The President of the Government should not invent anything for his educational reinforcement plan announced last weekend during a rally in Galicia. Alberto Núñez Feijóo invites him to copy the PP’s educational plans, if “his concern for education lasts longer than a Socialist Party rally lasts.”
The president of the PP traveled to León this Wednesday to, in the company of the president of Castilla y León, Alfonso Fernández Mañueco, talk about education in the autonomous community that has obtained the best results in the latest Pisa report, which highlights deficiencies in mathematics and in reading comprehension.
Feijóo highlighted that if, when looking at the educational map of Spain, according to the Pisa report, the autonomous communities with the best results, above the average, are four autonomous communities governed by the PP for quite a few terms, such as Castilla y León, Galicia, Madrid and Murcia, will have something to say.
For this reason, the plan that the leader of the PP proposes to the President of the Government is that he copy the plans of the PP, “that we are responsible for 70% of the students.” Let him pay attention to the measures that he has been developing for years, and “copy them well and completely,” because this way he will be able to improve education.

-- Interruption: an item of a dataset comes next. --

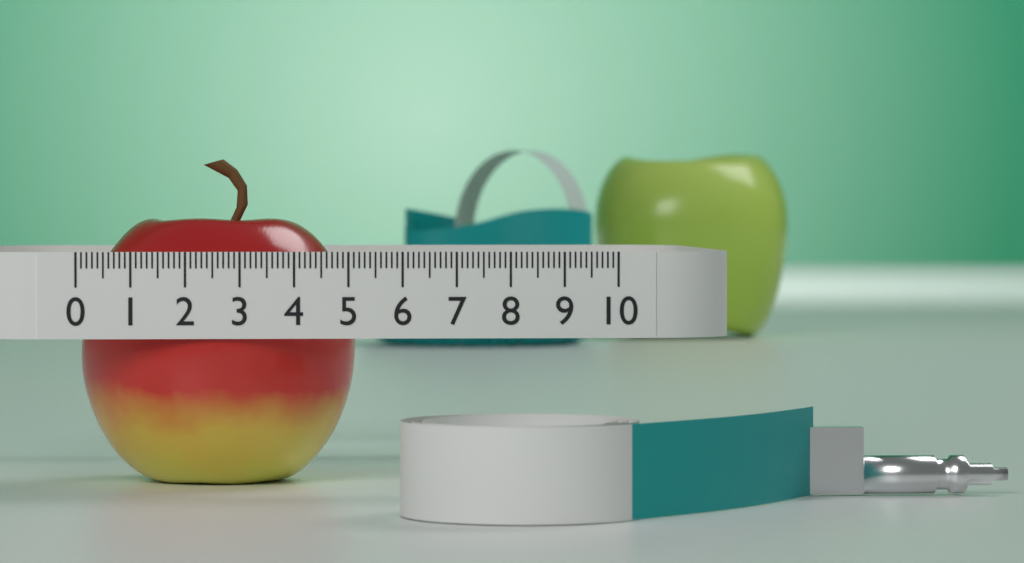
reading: 5.2 (no unit)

Alberto Núñez Feijóo stressed that the PSOE “imposed a law without talking to the experts or the parties” as it does when it reforms the Penal Code, he said, “without reports from the judges,” or approves an amnesty “without asking for reports, because they know that will be negative”.
So the first advice from the president of the PP to the Government is that the motto cannot be “more ideology than knowledge”, because “politics can be done in many places, but not in our children’s classrooms.” On the contrary, in his opinion, schools and classrooms “must be emptied of ideology and filled with knowledge.”
The PP’s proposal for this improvement in education, within that educational reinforcement plan proposed by Pedro Sánchez, is, in addition to “copying the PP’s measures”, a common EBAU throughout Spain, because “it makes no sense to have 17 tests to access to the same university system”, which in his opinion “would mark a before and after in a decentralized system but that would have a common link”.
This is what the 11 autonomous communities governed by the PP will do, an EBAU with common content, and what they will propose when addressing this educational reinforcement plan, which the president of Castilla y León, Alfonso Fernández Mañueco, demanded that be consulted with the autonomous communities because his, he said, has something to say, and even more so after the results of the Pisa Report always place it in first or second place, competing with Galicia, another autonomy governed by the PP.
The PP will also propose that special education not end, but that it be an option for families whether their children go to ordinary or special education. And what the PP is also clear about is that “education cannot be a thrown weapon, nor can social engineering be used to take young people where the Government wants.”